If a language let you say, "this chunk of code here should run in 7 cycles", what happens when a new optimization finds a way to reduce that, or a new architecture comes up where that operation gets slower but lots of others get faster?

I'm not arguing against your desire, just explaining that it's not unreasonable that we're where we are now. We've gotten so used to language portability, that it's good to remember how painful it can be to lose that. It's no fun having to rewrite all your code every time a new chip comes out.




This could only ever be doable with extremely simple architectures anyway. Off the top of my head, add in just one of branch prediction, micro-op fusion, out-of-order execution, pipelines and pipeline stalls, or cache misses, and this becomes impossible. Of course, this assumes you even know which CPU you are targeting its specific instruction latencies.

That's already an extremely niche set of processors.
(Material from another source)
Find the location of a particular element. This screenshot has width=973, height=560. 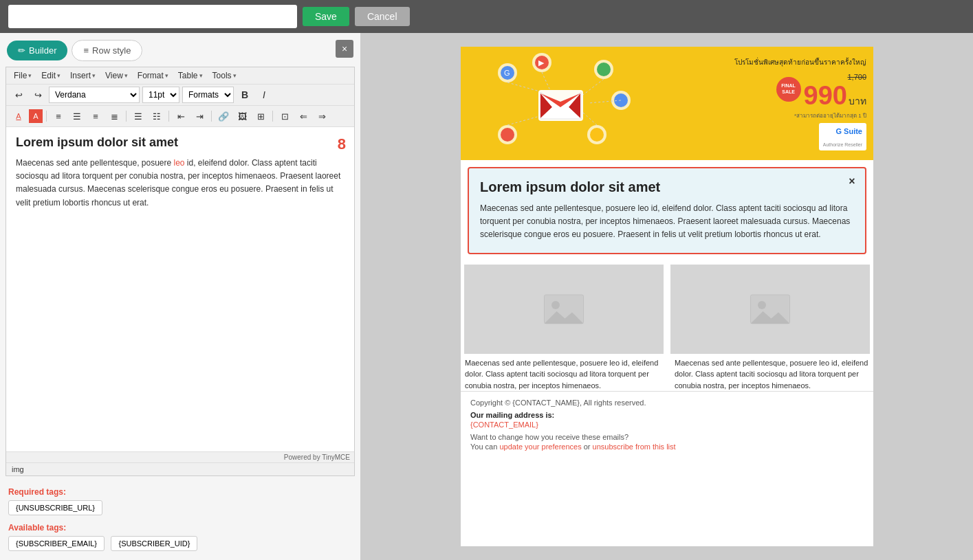

popup-heading: Lorem ipsum dolor sit amet is located at coordinates (667, 187).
Further, the number of bits of code you're likely to care about this kind of extremely precise timing for, you'll either examine the emitted assembly, or just hand-write the ASM yourself.

It seems like a huge amount of effort for an extremely niche scenario. Remember, the ISA is still just an abstraction, after all.


To add to that there's also the difference between cycles spent executing an instruction and how many of those instructions can be executed at once in the pipeline. So there is a difference between executing a set of instructions once versus executing them millions of times.


In these times of dynamic frequency scaling even the temperature of the room the computer is sitting in ia going to affect the performance.

In practice I think hard real-time systems use extremely conservative estimates of cpu performance.


This is actually why you want the compiler to track it.

You write an algorithm that seems reasonable. And you encode timing constraints into the thing. Now you re-target to a different machine, and the compiler re-checks those constraints. A much cheaper way of dealing with weird timing bugs than doing a post-mortem of why the fuel valves didn't quite close on the day of the rocket test.

But this only works if the CPU is knowable to the compiler. Which is why it is only even remotely feasible in the embedded world (where it is also the most useful).


The compiler can only help so much as many of the timing parameters are variables and runtime dependent.